Explainer: Why is Morsi on trial?

Egypt’s ousted president faces charges of incitement to murder, espionage and organising a prison break.

A civil complaint filed against Morsi alleges he spent too much public money on "ducks and grilled meat" [EPA]

Mohamed Morsi, Egypt’s first democratically-elected president, has been charged with a seemingly endless slate of crimes since he was overthrown by the army on July 3. He is currently being held in Borg el-Arab prison in the northern city of Alexandria, accused of everything from using artillery to break out of jail in 2011 to stealing chickens.

Incitement to murder

The first charges against Morsi, for incitement to murder, were filed in September, two months after his overthrow.

The allegations against the former president date back to December 2012, when protesters gathered outside the presidential palace, angry about a decree through which Morsi granted himself near-absolute powers. Hundreds of Morsi’s supporters attacked the protest, and nine people were killed in the clashes that followed.

Morsi has been charged with inciting that violence, as have 14 other co-defendants, including leading Muslim Brotherhood members Essam el-Erian and Mohamed el-Beltagy.

They called on their supporters, prosecutors said, after commanders from the police and the Republican Guard refused an order to disperse the protesters.

All of the defendants appeared briefly in court in November, the first time Morsi had been seen in public since the coup. A second hearing on January 8 was postponed: Authorities blamed bad weather, saying they could not fly him to Cairo from his prison in Alexandria. The trial is likely to drag on for months, if not years.

Espionage

On December 18, prosecutors added another set of charges against Morsi, accusing him of espionage in what they called “the biggest conspiracy in the history of the nation”.

The former president was accused of spying on Egypt for Hamas and Hezbollah, the Palestinian and Lebanese armed groups, and opening ill-defined “channels of communication” with unnamed Western countries via Turkey and Qatar. Both countries were staunch supporters of Morsi and the Brotherhood, and have been Egypt’s main diplomatic enemies since the coup.

Dozens of other people were charged in the plot, including Essam el-Haddad, who was Morsi’s top foreign affairs adviser.

Morsi and Haddad are also accused of leaking state secrets to the Iranian Revolutionary Guards. The long-strained relationship between Egypt and Iran improved slightly during Morsi’s year in office, with the presidents of both countries making trips to the other.

Prison break

Days after the espionage charges, prosecutors announced a third indictment against Morsi, this time for escaping from prison during the 2011 revolution.

Morsi and around 130 other people were accused of conspiring with Hamas and Hezbollah to arrange the January 2011 escape from Wadi Natroun prison. Hassan al-Samir, the investigating judge, said members of both groups were among the defendants, though he did not name them.

They face a number of charges, including murder, theft, and damaging government property. Some 20,000 inmates escaped from prison during the chaotic 18-day revolution that overthrew Hosni Mubarak, more than half of them from Wadi Natroun; 13 inmates were killed during the jailbreak.

Morsi’s supporters have dismissed all of the charges against him as absurd. Some of them do veer into the realm of farce: The prosecutor’s statement about the prison break, for example, accuses Morsi and others of stealing livestock from the jail.

And a lawyer filed a civil complaint against Morsi last month that accused him of abusing his authority. The issue? Morsi and his entourage reportedly spent more than LE3.2 million ($460,000) on “ducks, chicken and grilled meat” during his year in office.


Task details: Reproduce without any pictures the lines from the one that contains "Circle human arm region." through the end of the records, exactly as written.

Task input: Begin

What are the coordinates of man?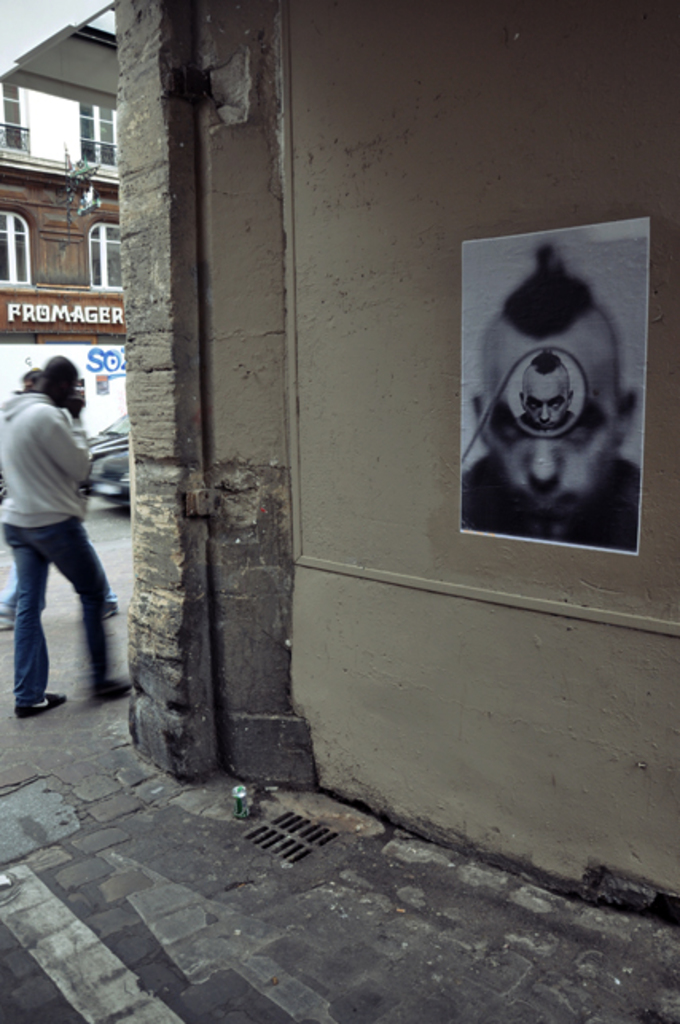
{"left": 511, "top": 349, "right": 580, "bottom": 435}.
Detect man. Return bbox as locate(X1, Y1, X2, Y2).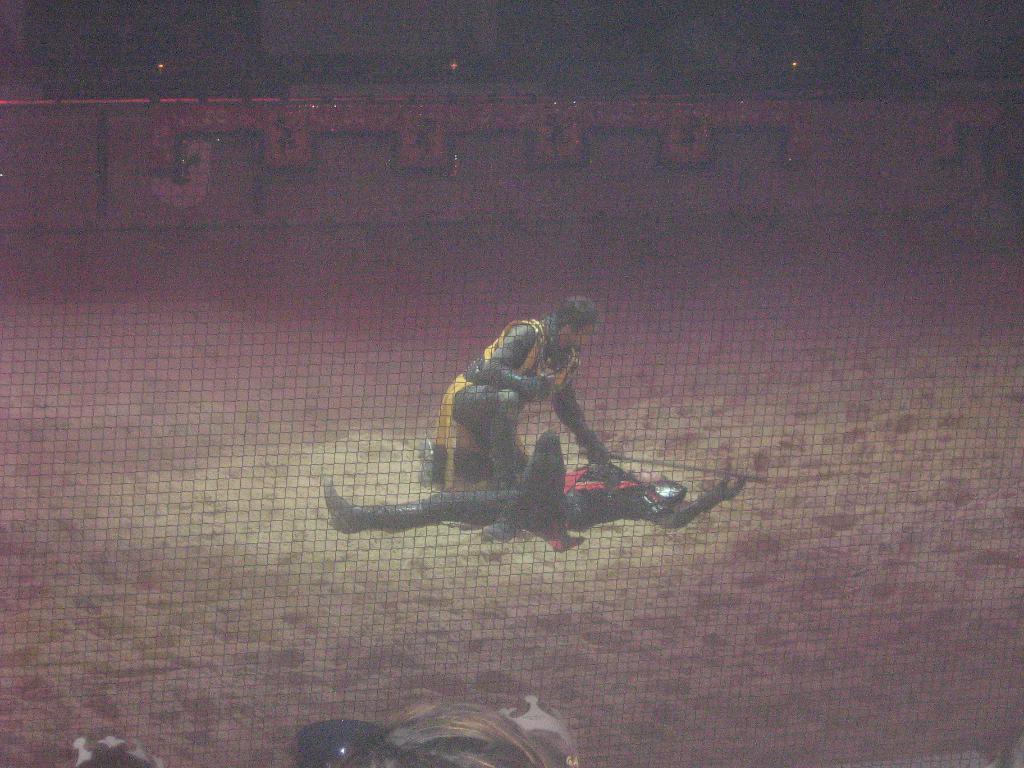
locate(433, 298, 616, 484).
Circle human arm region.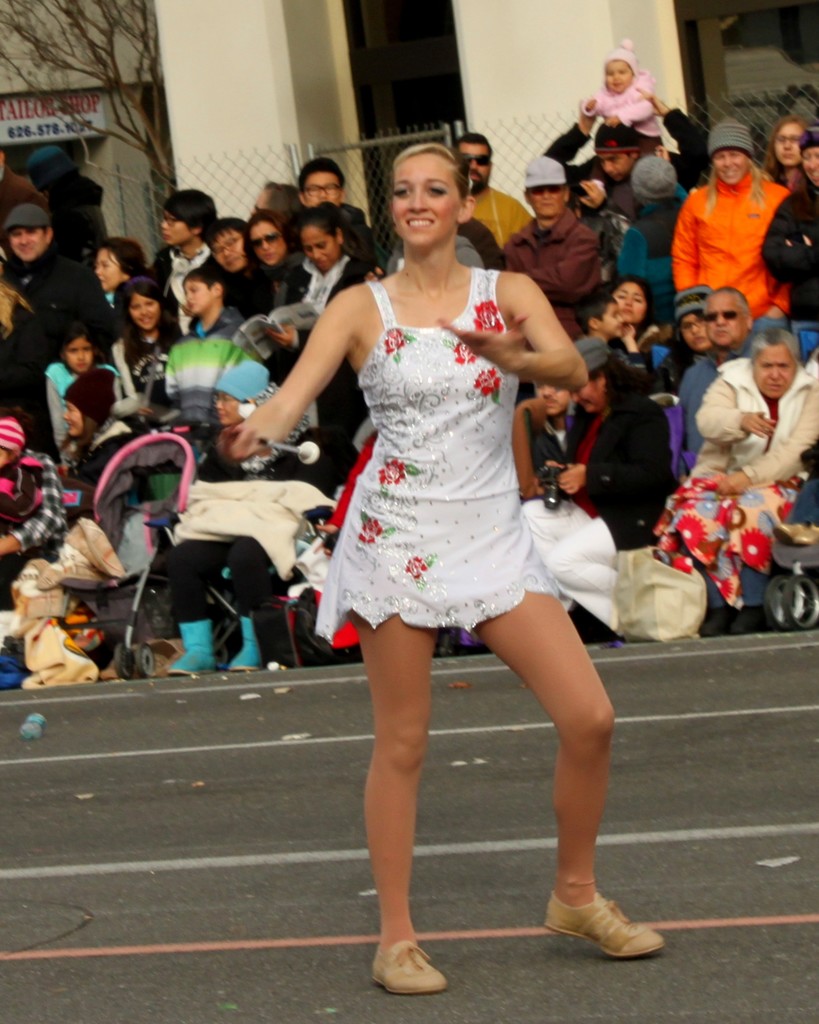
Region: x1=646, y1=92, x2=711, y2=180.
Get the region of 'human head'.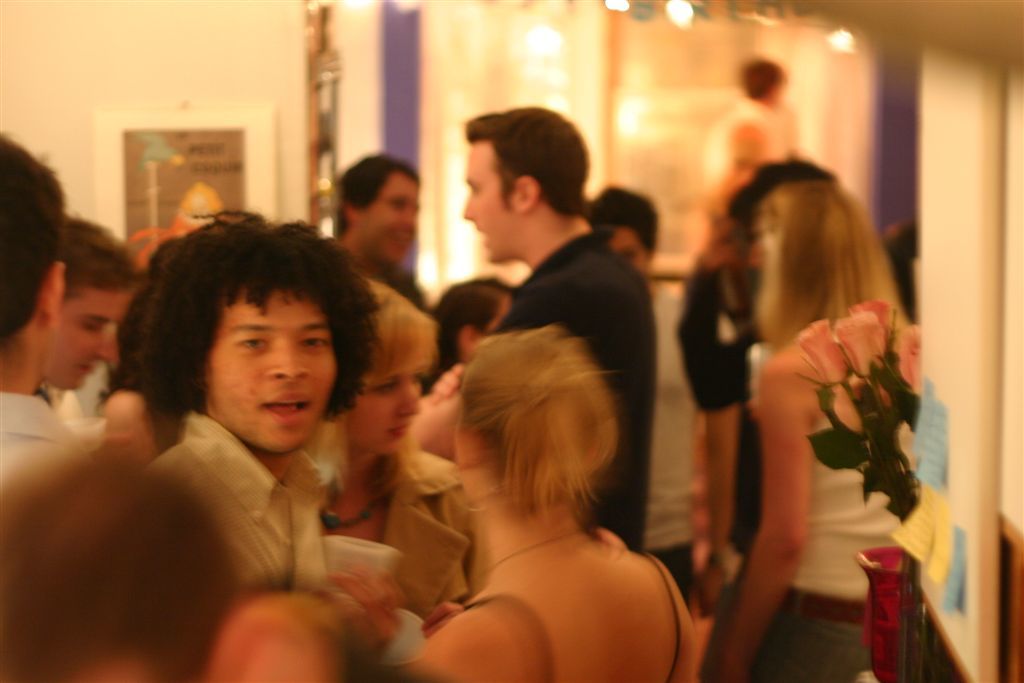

Task input: End

Answer to this exercise:
Circle human arm region.
Region: x1=646, y1=92, x2=711, y2=180.
Get the region of 'human head'.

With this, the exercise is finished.